Of course, there were the common occupations for women such as teaching, dressmaking, and taking in laundry. However, many women in the mining towns and cities of the West knew how to perceive needs and creating budding businesses catering to those needs. For example, women saw the need for decent housing for the men, and opened boardinghouses where the men could get a clean bed and a decent meal for an affordable price. Other women found their niche in baking pies or bread, and one woman wrote that she made a good living selling fruit pies while her husband was ill, and often made over 100 pies per day at $1.50 per pie, while making a good living (Myres 242).
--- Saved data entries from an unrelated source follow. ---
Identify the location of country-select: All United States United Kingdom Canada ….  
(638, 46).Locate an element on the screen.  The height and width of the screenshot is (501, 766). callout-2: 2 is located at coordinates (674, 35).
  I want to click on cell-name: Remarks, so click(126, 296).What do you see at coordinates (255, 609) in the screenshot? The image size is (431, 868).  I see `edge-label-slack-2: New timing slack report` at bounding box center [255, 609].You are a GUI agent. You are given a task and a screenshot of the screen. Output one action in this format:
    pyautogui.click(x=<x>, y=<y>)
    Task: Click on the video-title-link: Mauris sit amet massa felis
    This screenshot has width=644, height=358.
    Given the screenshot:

Other women became successful writers, sending stories and novels back East to publishers who ran their compelling stories about frontier life in their magazines and newspapers, and many branched into novels, as this woman's historian remarks. "The Western frontiers supported a number of successful women writers who drew on their pioneer experiences and the rich natural resources of their frontier homes for source material eagerly read by a fascinated Eastern public" (Myres 246). Women in the West turned to a variety of roles to support themselves and their families, and in the West you could find women doctors, lawyers, entrepreneurs, miners, and journalists who earned a decent living while transforming the traditional "housekeeping" role of women.
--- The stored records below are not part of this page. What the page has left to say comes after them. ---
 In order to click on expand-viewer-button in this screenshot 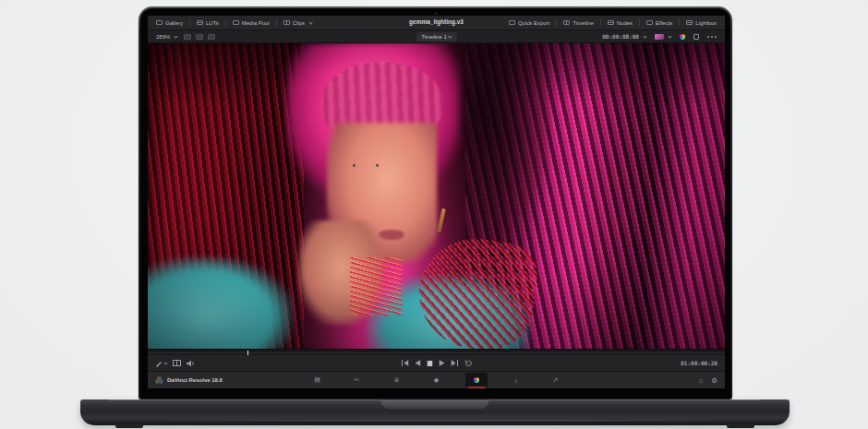, I will do `click(696, 37)`.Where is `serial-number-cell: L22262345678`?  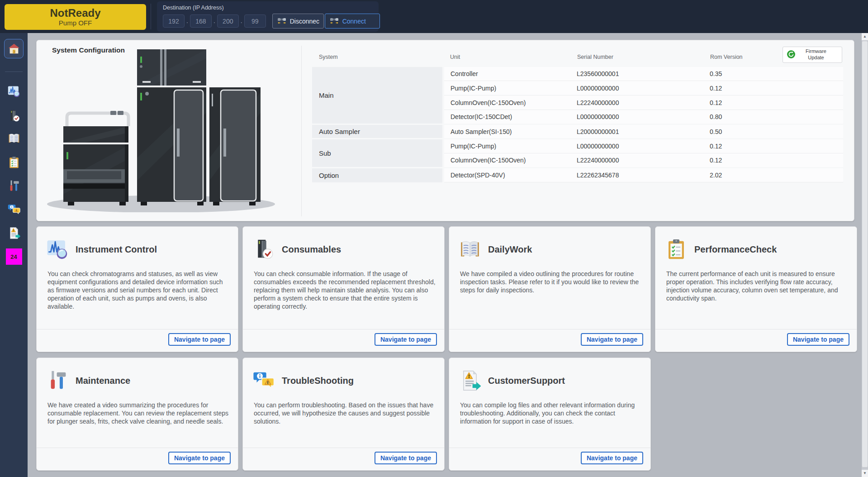
serial-number-cell: L22262345678 is located at coordinates (637, 175).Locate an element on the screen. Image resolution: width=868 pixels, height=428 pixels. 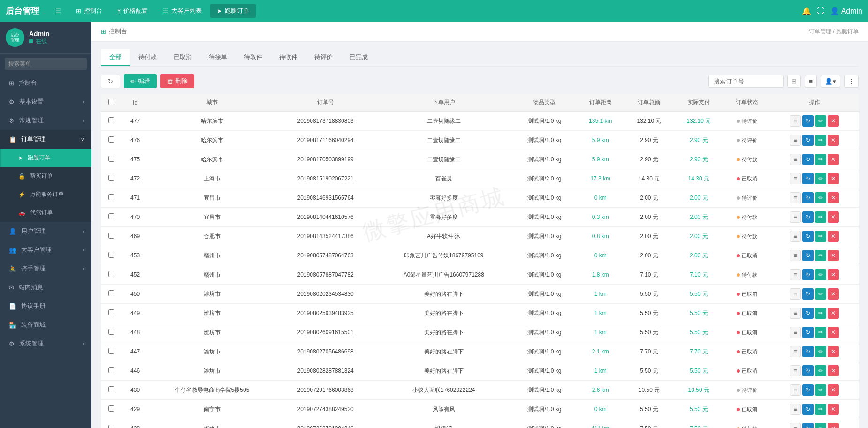
sidebar-item-common: ⚙ 常规管理 › is located at coordinates (46, 120).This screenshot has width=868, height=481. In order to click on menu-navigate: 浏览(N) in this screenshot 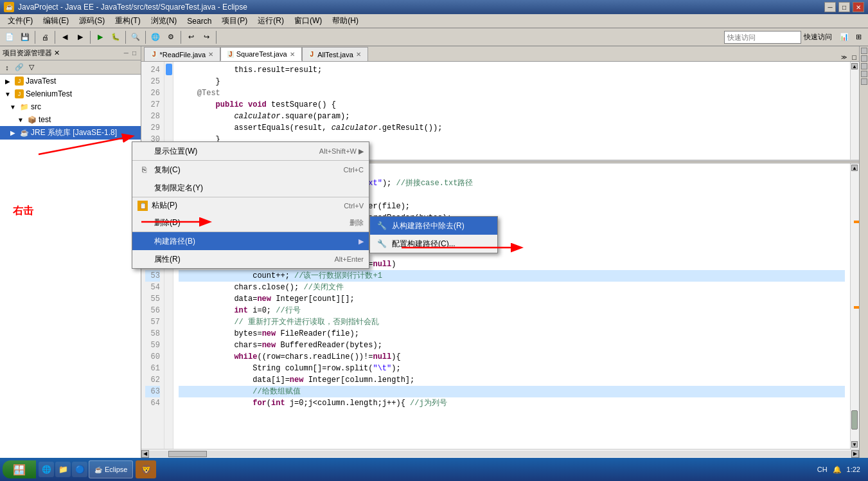, I will do `click(164, 21)`.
Politically, women in the West certainly transformed their roles and their opportunities. Women in the Territory of Wyoming were the first ever to vote after the territory passed a law allowing women to vote in 1870. Therefore, on "September 6, 1870, the women of Wyoming went to the polls to cast their ballots. It was the first time that women anywhere in the world exercised the right to vote as fully enfranchised citizens" (Morris and Catt 75). Women in several other states followed, although it certainly took time, as these historians clearly illustrate. "In 1893 Colorado became the second state in the union to enact woman suffrage. Three years later Idaho followed suit. Then came Utah in 1896. At the end of the century only four states, all of them in the West, were in the suffrage ranks" (Morris and Catt 82). As women in the West gained political independence, women in the East stepped up their work for women's suffrage with renewed vigor. As women gained the vote in the West, they also began to take on civil responsibilities in growing numbers. The first female justice of the peace in the world was Esther Morris of South Pass City in Wyoming in 1870 (Morris and Catt 78 -79), and many other women followed her example, becoming involved in many areas of local, state, and territorial government. While women back East were fighting hard for their political rights; many women in the West had already discovered theirs, and were taking advantage of new ideas about women to lead, create new laws, govern their homes and lands, and even serve on…

Sources used in this document:
Works Cited

Armitage, Susan, and Elizabeth Jameson. The Women's West. Norman, OK: The University of Oklahoma Press, 1988.

Butler, Anne M., and Ona Siporin. Uncommon Common Women: Ordinary Lives of the West. Logan, UT: Utah State University Press, 1996.

Morris, Esther, and Carrie Chapman Catt. "Winning the Vote in the West." Women of the West. Lincoln, NE: University of Nebraska Press, 1998. 75-86.

Myres, Sandra L. Westering Women and the Frontier Experience, 1800-1915. Eds. Ray Allen Billington, et al. 1st ed. Albuquerque: University of New Mexico, 1982.